Unofficially, the story is as follows: Hani Salami, a butcher who ran a small store in Ramallah, got into an argument at the traffic intersection with two young men from Kalandia. In the heat of the brawl, Salami produced a knife and one youth was killed instantly, his throat cut. Rumour has it that the boy had taken a metal pipe to the butcher but, as with many of the details surrounding the episode and its aftermath, this is still the subject of debate. What is certain is that the other youth was taken to a Ramallah hospital in a critical condition; and that, as Salami and his family handed themselves in to the local Palestinian authorities, the murdered man’s friends and relatives from Kalandia exacted their own revenge, first burning the butcher’s house and shop, and then running riot through downtown Ramallah, smashing shops and cafés, many but not all of which were Christian. An assault against a local church was reportedly averted only through the rapid intercession of a cleric from Hamas.

These events have already become legend among Ramallah residents, although the Palestinian press, while showering the incident in anodyne affirmations of religious harmony, has skirted its many other implications. The violence was certainly an embarrassment to the Palestinian Authority, for whom sectarianism remains a sensitive issue, particularly during this fractious period. Arafat has always staunchly upheld his status as the leader of a historically secular nationalist movement, courting Christian institutions in Jerusalem and Bethlehem, and encouraging references to the fact that his wife Suha, the First Lady of the Palestinians, is a Christian.
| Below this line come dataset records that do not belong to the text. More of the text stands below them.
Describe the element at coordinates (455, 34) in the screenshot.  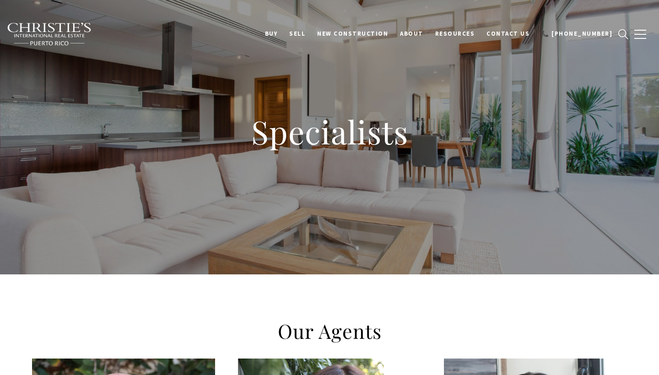
I see `a: Resources` at that location.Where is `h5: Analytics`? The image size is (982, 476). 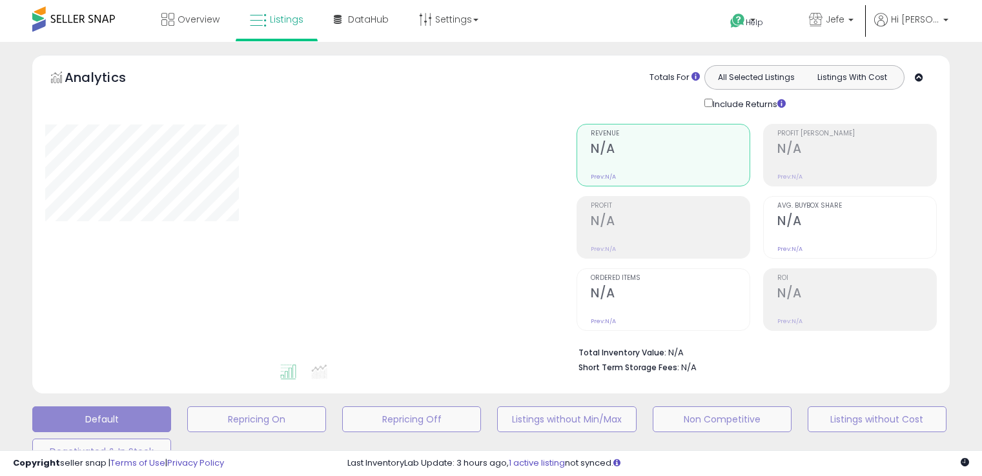 h5: Analytics is located at coordinates (108, 79).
So far, he has been largely successful; yet in the context of the growing lawlessness that has enveloped Palestinian society during the Intifada, family and village conflicts are frequent, and sometimes they erupt along sectarian lines. Many local Christians express feelings of insecurity as members of an ever-shrinking minority in a place where militant groups and gangs operate out of sight of the central authority.

Not surprisingly, these insecurities have multiplied over the past weeks. Word has it that on the night of the riot, the mostly Christian residents of the nearby village of Bir Zeit—the butcher’s hometown—took to their rooftops with what guns they could find, nervously awaiting the arrival of youths from Kalandia. As it turned out, the violence reaped only one more victim in the ensuing days: the butcher’s elderly father, who died of a heart attack upon learning that his son had become a murderer, and his family the quarry of a rioting mob. The reluctance of Palestinian officialdom and newspapers to debate these fears openly aroused suspicion among some local Christians. There may, indeed, be a certain defensiveness about washing the dirty laundry of domestic politics under the eyes of the Western media: Israeli government spokesmen and newspapers have a habit of highlighting purportedly sectarian tensions in the nearby Palestinian town of Bethlehem.

But this is not the end of it. It is widely acknowledged that the Palestinian police failed to intervene in the destruction; one rumour holds that a local senior police commander with ties to Kalandia actually gave his tacit approval to the incursion, allowing the rioters to pass police barricades on the road leading up to Ramallah from the camp. Many Christians heard this with a mixture of anxiety and confusion, which only deepened when it later emerged that a number of the people involved were local recruits of the Palestinian security forces—a complication that has proved doubly embarrassing for Arafat. But if the violence has starkly revealed the limits of his authority, even in Ramallah, it more fundamentally exposes the PA’s inability to deal with the economic and political frustrations that have accumulated over the course of the Intifada. Arafat’s already much mistrusted government has grown increasingly remote from its constituencies over the past year—and especially from the embattled refugee population. Most Palestinians seek justice anywhere but with the PA, if they can—even when they themselves formally belong to it. And when the band from Kalandia wreaked their own form of retribution on the streets, it was along the broadest possible lines—the deep well of socio-economic difference here laced with a sectarian streak.